Sir Philip Sidney's 'Astrophel and Stella' is one of the major Elizabethan sonnet sequences, reprinted here in an attractive new edition.
'Astrophel and Stella' is a sonnet cycle of love poetry, and some of the finest verse in the English language.
The book includes a note on Sir Philip Sidney, illustrations, and suggestions for further reading. Each poem has a page to itself. It's a useful edition for students.
Sir Philip Sidney is one of the most well-known of Elizabethan sonneteers, and a key poet in contributing towards the fashionable success of the genre. Born in 1554 in Penshurst in Kent, Sidney was educated in Oxford (Christ Church) and Shrewsbury. Sidney was an ambassador (to the German Emperor in 1577), and involved in European politics (his European tour was 1572-1575). He was knighted in 1583, and was governor of Flushing in 1585. He died aged 31 in 1586, following wounds sustained in the Battle of Zutphen.

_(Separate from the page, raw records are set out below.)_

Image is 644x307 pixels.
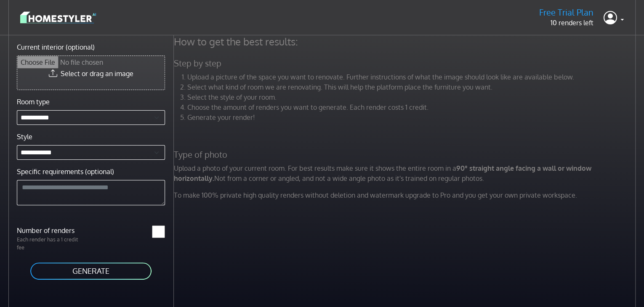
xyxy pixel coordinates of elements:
label: Number of renders [12,225,91,235]
h5: Step by step [169,58,643,68]
p: Upload a photo of your current room. For best results make sure it shows the entire room in a Not... [169,163,643,184]
p: To make 100% private high quality renders without deletion and watermark upgrade to Pro and you g... [169,190,643,200]
li: Select the style of your room. [188,92,638,102]
button: GENERATE [29,262,152,281]
li: Choose the amount of renders you want to generate. Each render costs 1 credit. [188,102,638,113]
img: logo-3de290ba35641baa71223ecac5eacb59cb85b4c7fdf211dc9aaecaaee71ea2f8.svg [20,10,96,25]
h5: Free Trial Plan [539,7,593,18]
li: Generate your render! [188,113,638,122]
label: Style [17,132,33,142]
label: Specific requirements (optional) [17,166,114,177]
label: Room type [17,97,50,107]
li: Select what kind of room we are renovating. This will help the platform place the furniture you w... [188,82,638,92]
h4: How to get the best results: [169,35,643,48]
li: Upload a picture of the space you want to renovate. Further instructions of what the image should... [188,72,638,82]
h5: Type of photo [169,149,643,160]
p: 10 renders left [539,18,593,28]
label: Current interior (optional) [17,42,95,52]
p: Each render has a 1 credit fee [12,235,91,251]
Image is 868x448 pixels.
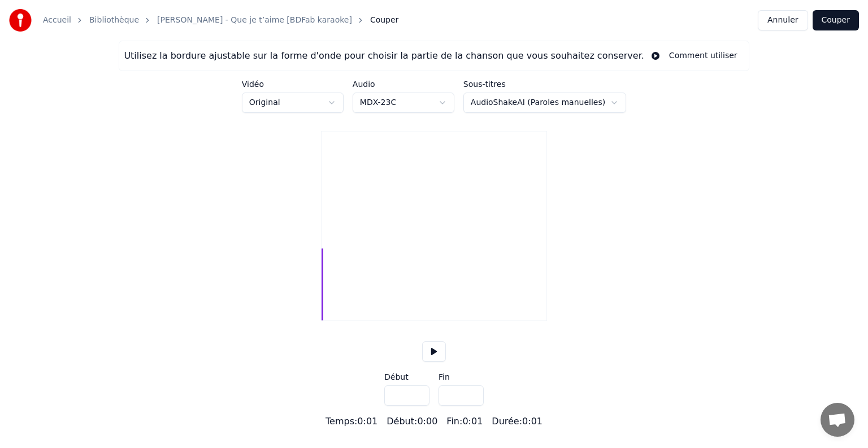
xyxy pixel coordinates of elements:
div: Utilisez la bordure ajustable sur la forme d'onde pour choisir la partie de la chanson que vous s... [124,49,643,63]
div: Durée : 0:01 [491,415,543,429]
button: Comment utiliser [644,46,744,66]
span: Couper [370,15,399,26]
div: Début : 0:00 [387,415,437,429]
label: Sous-titres [463,80,626,88]
button: Annuler [758,10,808,30]
div: Temps : 0:01 [325,415,377,429]
img: youka [9,9,32,32]
a: Accueil [43,15,71,26]
a: Ouvrir le chat [821,403,855,437]
div: Fin : 0:01 [446,415,483,429]
label: Fin [439,373,484,381]
label: Vidéo [242,80,344,88]
label: Audio [353,80,454,88]
button: Couper [812,10,859,30]
label: Début [384,373,429,381]
a: [PERSON_NAME] - Que je t’aime [BDFab karaoke] [157,15,352,26]
nav: breadcrumb [43,15,399,26]
a: Bibliothèque [89,15,139,26]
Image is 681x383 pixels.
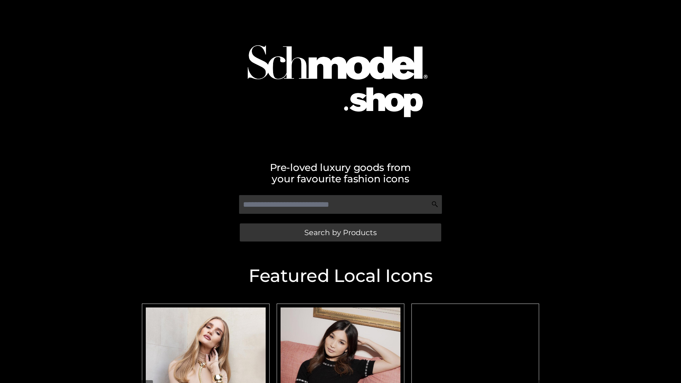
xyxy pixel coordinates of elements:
[431,201,439,208] img: Search Icon
[304,229,377,236] span: Search by Products
[240,224,441,242] a: Search by Products
[138,267,543,285] h2: Featured Local Icons​
[138,162,543,185] h2: Pre-loved luxury goods from your favourite fashion icons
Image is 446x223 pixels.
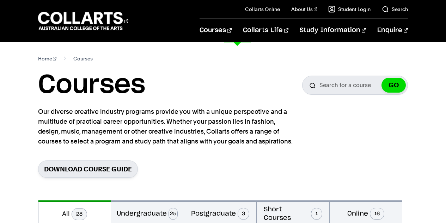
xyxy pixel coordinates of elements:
[302,75,408,95] input: Search for a course
[300,19,366,42] a: Study Information
[38,11,128,31] div: Go to homepage
[245,6,280,13] a: Collarts Online
[377,19,408,42] a: Enquire
[370,207,385,219] span: 16
[243,19,289,42] a: Collarts Life
[328,6,371,13] a: Student Login
[73,54,93,64] span: Courses
[382,78,406,92] button: GO
[38,69,145,101] h1: Courses
[291,6,318,13] a: About Us
[311,207,322,219] span: 1
[169,207,178,219] span: 25
[38,54,57,64] a: Home
[38,107,296,146] p: Our diverse creative industry programs provide you with a unique perspective and a multitude of p...
[238,207,250,219] span: 3
[200,19,232,42] a: Courses
[38,160,138,177] a: Download Course Guide
[382,6,408,13] a: Search
[72,208,87,220] span: 28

Sir Philip Sidney's works include 'Arcadia' (1577/ 86), 'Defence of Poetry', translations of psalms and du Bartas, sonnets for Penelope Rich (c. 1581), and 'Astrophel and Stella'.
'Astrophel and Stella' was first published in 1591, and again in 1598 (where it was at back of the edition of 'Arcadia'). It was apparently edited by the Countess of Pembroke, one of the principal figures in Elizabethan poetry.
Illustrated. Bibliography and note. ISBN 9781861711762. 160 pages.